CAN Tx Block Icon
The CAN Tx block transmits CAN messages on the CAN bus network. It accepts message data and length as inputs, and sends the message with the configured ID and format. The block supports both standard (11-bit) and extended (29-bit) identifiers, remote transmission requests (RTR), and both dedicated buffer and FIFO transmission modes. This block requires a CAN Config block in the same model to configure the CAN peripheral. Multiple CAN Tx blocks can be used to send different messages on the same CAN module.

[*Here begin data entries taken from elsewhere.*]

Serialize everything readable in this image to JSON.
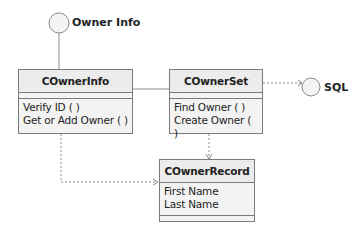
{
  "interfaces": [
    {
      "id": "owner-info",
      "label": "Owner Info"
    },
    {
      "id": "sql",
      "label": "SQL"
    }
  ],
  "classes": [
    {
      "id": "cownerinfo",
      "name": "COwnerInfo",
      "operations": [
        "Verify ID ( )",
        "Get or Add Owner ( )"
      ],
      "attributes": []
    },
    {
      "id": "cownerset",
      "name": "COwnerSet",
      "operations": [
        "Find Owner ( )",
        "Create Owner ( )"
      ],
      "attributes": []
    },
    {
      "id": "cownerrecord",
      "name": "COwnerRecord",
      "attributes": [
        "First Name",
        "Last Name"
      ],
      "operations": []
    }
  ],
  "relations": [
    {
      "from": "Owner Info",
      "to": "COwnerInfo",
      "type": "interface-lollipop"
    },
    {
      "from": "COwnerInfo",
      "to": "COwnerSet",
      "type": "association"
    },
    {
      "from": "COwnerSet",
      "to": "SQL",
      "type": "dependency"
    },
    {
      "from": "COwnerSet",
      "to": "COwnerRecord",
      "type": "dependency"
    },
    {
      "from": "COwnerInfo",
      "to": "COwnerRecord",
      "type": "dependency"
    }
  ],
  "colors": {
    "line": "#7a7a7a",
    "box_fill": "#f3f3f3",
    "text": "#222222"
  }
}
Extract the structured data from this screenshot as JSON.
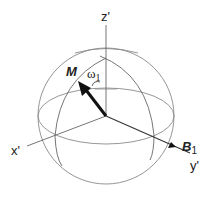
{
  "diagram": {
    "labels": {
      "z_axis": "z'",
      "x_axis": "x'",
      "y_axis": "y'",
      "magnetization": "M",
      "field": "B",
      "field_sub": "1",
      "omega": "ω",
      "omega_sub": "1"
    },
    "colors": {
      "line": "#7a7a7a",
      "axis": "#555555",
      "arrow": "#111111",
      "text": "#222222"
    }
  }
}
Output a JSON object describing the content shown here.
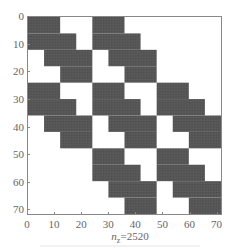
{
  "chart_data": {
    "type": "heatmap",
    "subtype": "sparsity-pattern",
    "title": "",
    "xlabel": "n_z=2520",
    "xlabel_var": "n",
    "xlabel_sub": "z",
    "xlabel_value": "=2520",
    "ylabel": "",
    "matrix_size": [
      72,
      72
    ],
    "xlim": [
      0,
      72
    ],
    "ylim": [
      72,
      0
    ],
    "x_ticks": [
      0,
      10,
      20,
      30,
      40,
      50,
      60,
      70
    ],
    "y_ticks": [
      0,
      10,
      20,
      30,
      40,
      50,
      60,
      70
    ],
    "grid": false,
    "nonzero_color": "#555555",
    "block_size": 24,
    "block_pattern": [
      [
        1,
        1,
        0
      ],
      [
        1,
        1,
        1
      ],
      [
        0,
        1,
        1
      ]
    ],
    "intra_block_staircase": [
      {
        "rows": [
          0,
          6
        ],
        "cols": [
          0,
          12
        ]
      },
      {
        "rows": [
          6,
          12
        ],
        "cols": [
          0,
          18
        ]
      },
      {
        "rows": [
          12,
          18
        ],
        "cols": [
          6,
          24
        ]
      },
      {
        "rows": [
          18,
          24
        ],
        "cols": [
          12,
          24
        ]
      }
    ],
    "nonzeros": 2520
  }
}
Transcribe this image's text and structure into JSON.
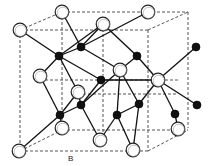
{
  "diagram": {
    "label_B": "B",
    "colors": {
      "bond": "#111111",
      "cell_edge": "#444444",
      "atom_open_fill": "#ffffff",
      "atom_filled": "#111111"
    },
    "cell_edges": [
      [
        20,
        30,
        148,
        30
      ],
      [
        62,
        12,
        188,
        12
      ],
      [
        20,
        30,
        62,
        12
      ],
      [
        148,
        30,
        188,
        12
      ],
      [
        20,
        30,
        20,
        151
      ],
      [
        62,
        12,
        62,
        130
      ],
      [
        188,
        12,
        188,
        128
      ],
      [
        148,
        30,
        148,
        151
      ],
      [
        20,
        151,
        148,
        151
      ],
      [
        62,
        130,
        188,
        130
      ],
      [
        20,
        151,
        62,
        130
      ],
      [
        148,
        151,
        188,
        130
      ],
      [
        103,
        24,
        103,
        139
      ],
      [
        40,
        80,
        178,
        80
      ],
      [
        78,
        94,
        178,
        94
      ]
    ],
    "open_atoms": [
      {
        "x": 20,
        "y": 30
      },
      {
        "x": 62,
        "y": 12
      },
      {
        "x": 103,
        "y": 24
      },
      {
        "x": 148,
        "y": 12
      },
      {
        "x": 40,
        "y": 76
      },
      {
        "x": 120,
        "y": 70
      },
      {
        "x": 158,
        "y": 80
      },
      {
        "x": 78,
        "y": 92
      },
      {
        "x": 62,
        "y": 128
      },
      {
        "x": 100,
        "y": 140
      },
      {
        "x": 19,
        "y": 151
      },
      {
        "x": 133,
        "y": 150
      },
      {
        "x": 178,
        "y": 129
      }
    ],
    "filled_atoms": [
      {
        "x": 59,
        "y": 56
      },
      {
        "x": 81,
        "y": 47
      },
      {
        "x": 137,
        "y": 56
      },
      {
        "x": 196,
        "y": 47
      },
      {
        "x": 60,
        "y": 115
      },
      {
        "x": 81,
        "y": 105
      },
      {
        "x": 117,
        "y": 115
      },
      {
        "x": 139,
        "y": 104
      },
      {
        "x": 175,
        "y": 114
      },
      {
        "x": 197,
        "y": 105
      },
      {
        "x": 101,
        "y": 80
      }
    ],
    "bonds": [
      [
        20,
        30,
        59,
        56
      ],
      [
        62,
        12,
        81,
        47
      ],
      [
        103,
        24,
        81,
        47
      ],
      [
        148,
        12,
        81,
        47
      ],
      [
        103,
        24,
        137,
        56
      ],
      [
        59,
        56,
        40,
        76
      ],
      [
        59,
        56,
        78,
        92
      ],
      [
        59,
        56,
        103,
        24
      ],
      [
        81,
        47,
        120,
        70
      ],
      [
        137,
        56,
        158,
        80
      ],
      [
        137,
        56,
        120,
        70
      ],
      [
        196,
        47,
        158,
        80
      ],
      [
        81,
        47,
        59,
        56
      ],
      [
        40,
        76,
        60,
        115
      ],
      [
        78,
        92,
        60,
        115
      ],
      [
        78,
        92,
        81,
        105
      ],
      [
        120,
        70,
        81,
        105
      ],
      [
        120,
        70,
        139,
        104
      ],
      [
        158,
        80,
        139,
        104
      ],
      [
        158,
        80,
        175,
        114
      ],
      [
        158,
        80,
        197,
        105
      ],
      [
        120,
        70,
        117,
        115
      ],
      [
        60,
        115,
        19,
        151
      ],
      [
        60,
        115,
        62,
        128
      ],
      [
        81,
        105,
        100,
        140
      ],
      [
        81,
        105,
        60,
        115
      ],
      [
        117,
        115,
        100,
        140
      ],
      [
        117,
        115,
        133,
        150
      ],
      [
        139,
        104,
        133,
        150
      ],
      [
        175,
        114,
        178,
        129
      ],
      [
        139,
        104,
        117,
        115
      ],
      [
        59,
        56,
        101,
        80
      ],
      [
        101,
        80,
        158,
        80
      ],
      [
        101,
        80,
        81,
        105
      ]
    ]
  }
}
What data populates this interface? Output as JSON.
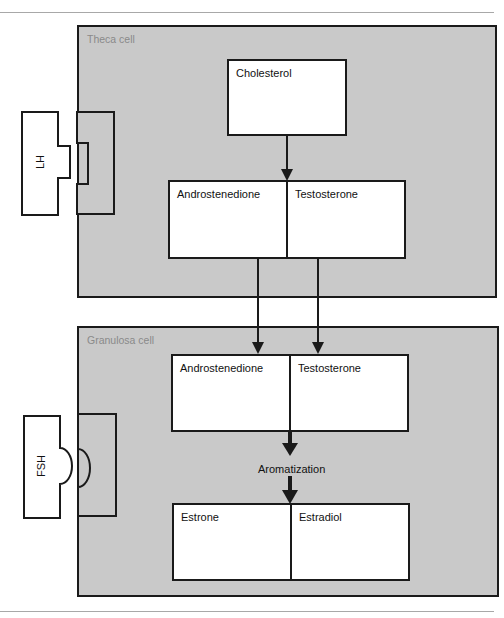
{
  "diagram": {
    "title": "",
    "cells": {
      "theca": {
        "label": "Theca cell",
        "hormone": "LH",
        "nodes": {
          "cholesterol": "Cholesterol",
          "androstenedione": "Androstenedione",
          "testosterone": "Testosterone"
        }
      },
      "granulosa": {
        "label": "Granulosa cell",
        "hormone": "FSH",
        "nodes": {
          "androstenedione": "Androstenedione",
          "testosterone": "Testosterone",
          "process": "Aromatization",
          "estrone": "Estrone",
          "estradiol": "Estradiol"
        }
      }
    },
    "edges": [
      {
        "from": "Cholesterol",
        "to": "Androstenedione/Testosterone (theca)"
      },
      {
        "from": "Androstenedione (theca)",
        "to": "Androstenedione (granulosa)"
      },
      {
        "from": "Testosterone (theca)",
        "to": "Testosterone (granulosa)"
      },
      {
        "from": "Androstenedione/Testosterone (granulosa)",
        "to": "Aromatization"
      },
      {
        "from": "Aromatization",
        "to": "Estrone/Estradiol"
      }
    ],
    "colors": {
      "cell_fill": "#c9c9c9",
      "node_fill": "#ffffff",
      "stroke": "#1a1a1a",
      "cell_label": "#8a8a8a"
    }
  }
}
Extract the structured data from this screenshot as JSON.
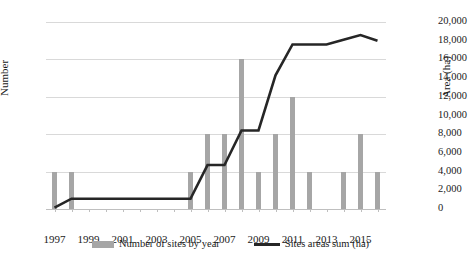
{
  "chart_data": {
    "type": "bar",
    "title": "",
    "subtitle": "",
    "xlabel": "",
    "ylabel": "Number",
    "y2label": "Area (ha)",
    "grid": true,
    "legend_position": "bottom",
    "categories": [
      1997,
      1998,
      1999,
      2000,
      2001,
      2002,
      2003,
      2004,
      2005,
      2006,
      2007,
      2008,
      2009,
      2010,
      2011,
      2012,
      2013,
      2014,
      2015,
      2016
    ],
    "xtick_labels": [
      "1997",
      "1999",
      "2001",
      "2003",
      "2005",
      "2007",
      "2009",
      "2011",
      "2013",
      "2015"
    ],
    "xtick_values": [
      1997,
      1999,
      2001,
      2003,
      2005,
      2007,
      2009,
      2011,
      2013,
      2015
    ],
    "ylim": [
      0,
      5
    ],
    "ytick_labels": [
      "0",
      "1",
      "2",
      "3",
      "4",
      "5"
    ],
    "ytick_values": [
      0,
      1,
      2,
      3,
      4,
      5
    ],
    "y2lim": [
      0,
      20000
    ],
    "y2tick_labels": [
      "0",
      "2,000",
      "4,000",
      "6,000",
      "8,000",
      "10,000",
      "12,000",
      "14,000",
      "16,000",
      "18,000",
      "20,000"
    ],
    "y2tick_values": [
      0,
      2000,
      4000,
      6000,
      8000,
      10000,
      12000,
      14000,
      16000,
      18000,
      20000
    ],
    "series": [
      {
        "name": "Number of sites by year",
        "kind": "bar",
        "axis": "left",
        "color": "#a6a6a6",
        "values": [
          1,
          1,
          0,
          0,
          0,
          0,
          0,
          0,
          1,
          2,
          2,
          4,
          1,
          2,
          3,
          1,
          0,
          1,
          2,
          1
        ]
      },
      {
        "name": "Sites areas sum (ha)",
        "kind": "line",
        "axis": "right",
        "color": "#262626",
        "values": [
          150,
          1100,
          1100,
          1100,
          1100,
          1100,
          1100,
          1100,
          1100,
          4700,
          4700,
          8400,
          8400,
          14300,
          17600,
          17600,
          17600,
          18100,
          18600,
          18000
        ]
      }
    ]
  },
  "legend": {
    "items": [
      {
        "label": "Number of sites by year",
        "swatch": "bar-swatch",
        "color": "#a6a6a6"
      },
      {
        "label": "Sites areas sum (ha)",
        "swatch": "line-swatch",
        "color": "#262626"
      }
    ]
  },
  "colors": {
    "bar": "#a6a6a6",
    "line": "#262626",
    "grid": "#d9d9d9",
    "axis": "#bfbfbf",
    "text": "#1a1a1a",
    "background": "#ffffff"
  }
}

The CAN Tx block transmits CAN messages on the CAN bus network. It accepts message data and length as inputs, and sends the message with the configured ID and format. The block supports both standard (11-bit) and extended (29-bit) identifiers, remote transmission requests (RTR), and both dedicated buffer and FIFO transmission modes.

This block requires a CAN Config block in the same model to configure the CAN peripheral. Multiple CAN Tx blocks can be used to send different messages on the same CAN module.

Block Ports

Input Ports

Port NameData TypeSizeDescription
MsgLenuint8Scalar (1)Number of data bytes to transmit (0-8 for CAN 2.0, 0-64 for CAN-FD)
Tx[N]uint8Vector (1-64)Message data bytes to transmit

Block Parameters

CAN Module Selection

ParameterDescriptionValid ValuesDefault
CAN ModuleSelects which CAN peripheral to use (must match CAN Config block)CAN0, CAN1, MCAN0, MCAN1 (device-dependent)CAN0 or MCAN0

Message Configuration

ParameterDescriptionValid ValuesDefault
Message TypeIdentifier formatStandard (11-bit ID), Extended (29-bit ID)Standard
Message IDCAN identifier (hexadecimal)0x000-0x7FF (standard), 0x00000000-0x1FFFFFFF (extended)0x100
Remote Transmission Request (RTR)Send RTR frame instead of data frameEnable / DisableDisable

Buffer Configuration

ParameterDescriptionOptionsDefault
Data StoreTransmission buffer typeTx FIFO, Tx BufferTx FIFO

Tip: Use Tx Buffer for time-critical, high-priority messages that must be sent immediately. Use Tx FIFO for lower priority messages that can be queued.

Data Configuration

ParameterDescriptionValid ValuesDefault
Data TypeData input port typeuint8, uint16, uint32uint8
Data SizeSize of data input port1-8 (CAN 2.0), 1-64 (CAN-FD)8

CAN Message Structure

Standard CAN 2.0 Frame

|SOF| ID (11-bit) |RTR|IDE|r0| DLC |   DATA (0-8 bytes)   | CRC |ACK|EOF|
 1b     11 bits    1b  1b 1b  4b         0-64 bits         15b  2b  7b

SOF: Start of Frame
ID:  Message Identifier (11-bit standard or 29-bit extended)
RTR: Remote Transmission Request
IDE: Identifier Extension (0=standard, 1=extended)
DLC: Data Length Code (0-8 bytes for CAN 2.0)
CRC: Cyclic Redundancy Check
ACK: Acknowledge
EOF: End of Frame

Extended CAN 2.0 Frame

|SOF| ID Base |SRR|IDE| ID Extended (18-bit) |RTR|r1|r0| DLC | DATA | CRC |ACK|EOF|
 1b   11-bit   1b  1b       18 bits            1b  1b 1b  4b  0-8B  15b  2b  7b

ID = ID_Base (11-bit) + ID_Extended (18-bit) = 29-bit total

CAN-FD Frame (SAM E5x/E7x only)

|SOF| ID |IDE|FDF|res|BRS|ESI| DLC |   DATA (0-64 bytes)   | CRC |ACK|EOF|
                          Fast Data Phase (up to 8 Mbps)

FDF: FD Format indicator
BRS: Bit Rate Switch (data phase can be faster)
ESI: Error State Indicator
DLC: 0-15 (maps to 0,1,2...8,12,16,20,24,32,48,64 bytes)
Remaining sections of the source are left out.